A JOLTing Labor Market Situation?
The January reading of the Job Openings and Labor Turnover Survey (JOLTS) contained more evidence of the current low hiring, low firing and low quits equilibrium in the labor market, a state which Fed Chair Jerome Powell once called "a curious kind of balance." The hiring rate was 3.3 percent in January, unchanged from its year ago reading, down 0.3 percentage points from January 2024 and down 0.8 percentage points from January 2023. Meanwhile, the separation rate (which includes firings as well as quits) was 3.2 percent compared to 3.3 percent a year ago and 3.4 percent two years ago.
By itself, the combination of low hiring and low separations may not necessarily raise concerns, so what makes some economy watchers uneasy about the current labor market? That is the topic of this week's post.
A reason one might interpret a low hiring rate as a sign of potential labor market fragility is its historical inverse correlation with the unemployment rate. Prior to the pandemic, there was a strong negative relationship between the hiring rate and the unemployment rate. Figure 1 below plots the prepandemic observations of both series in blue dots and the prepandemic linear trend in the blue dotted line. In contrast, in the post-February 2020 readings denoted in the figure by orange triangles, the two series diverged from this historical pattern. The latest January observation is denoted by the red square in the figure. Extrapolating the prepandemic relationship, the latest hiring rate of 3.3 percent would have been associated with an unemployment rate between 6 percent and 10 percent, much higher than the 4.3 percent unemployment rate recorded in January 2026.

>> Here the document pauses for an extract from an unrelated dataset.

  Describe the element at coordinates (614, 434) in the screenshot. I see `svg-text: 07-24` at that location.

Similarly, the separation rate and the unemployment rate were negatively correlated before the pandemic, as shown in Figure 2 below. While this inverse relationship may seem strange, it is largely driven by the quits component of separations. Quits are typically higher than layoffs (about 60 percent higher over the full history of the JOLTS series), and workers feel more empowered to change jobs when the labor market is tighter (and the unemployment rate is low), driving up the quits and total separation rates. As in the previous figure, using the pre-COVID-19 relationship between the separation rate and the unemployment rate as a benchmark, January's separation rate of 3.2 percent would have been associated with a much higher unemployment rate.

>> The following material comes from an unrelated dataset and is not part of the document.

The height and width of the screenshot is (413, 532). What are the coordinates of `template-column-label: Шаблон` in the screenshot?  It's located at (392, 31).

January's JOLTS report may suggest another reason for caution in assessing today's labor market situation. In particular, a statistical regularity known as the Beveridge curve — which is the inverse relationship between the job openings rate and the unemployment rate — suggests that the current trend of declining job openings may soon begin to weigh on the unemployment rate, if prepandemic patterns are a good guide to the future.
Figure 3 below shows the prepandemic Beveridge curve and associated 95 percent prediction interval, estimated on 2000-2020 data. The latest observations indicate that recent monthly readings of the job openings rate and unemployment rate have been consistent with their prepandemic Beveridge curve relationship. January's job openings rate of 4.2 percent represents a continued declining trend from 4.5 percent in January 2025, 5.1 percent in January 2024, and 6.2 percent in January 2023. The Beveridge curve relationship suggests that if the job openings rate continues its deteriorating trend, the unemployment rate could be set to increase.
Views expressed in this article are those of the author and not necessarily those of the Federal Reserve Bank of Richmond or the Federal Reserve System.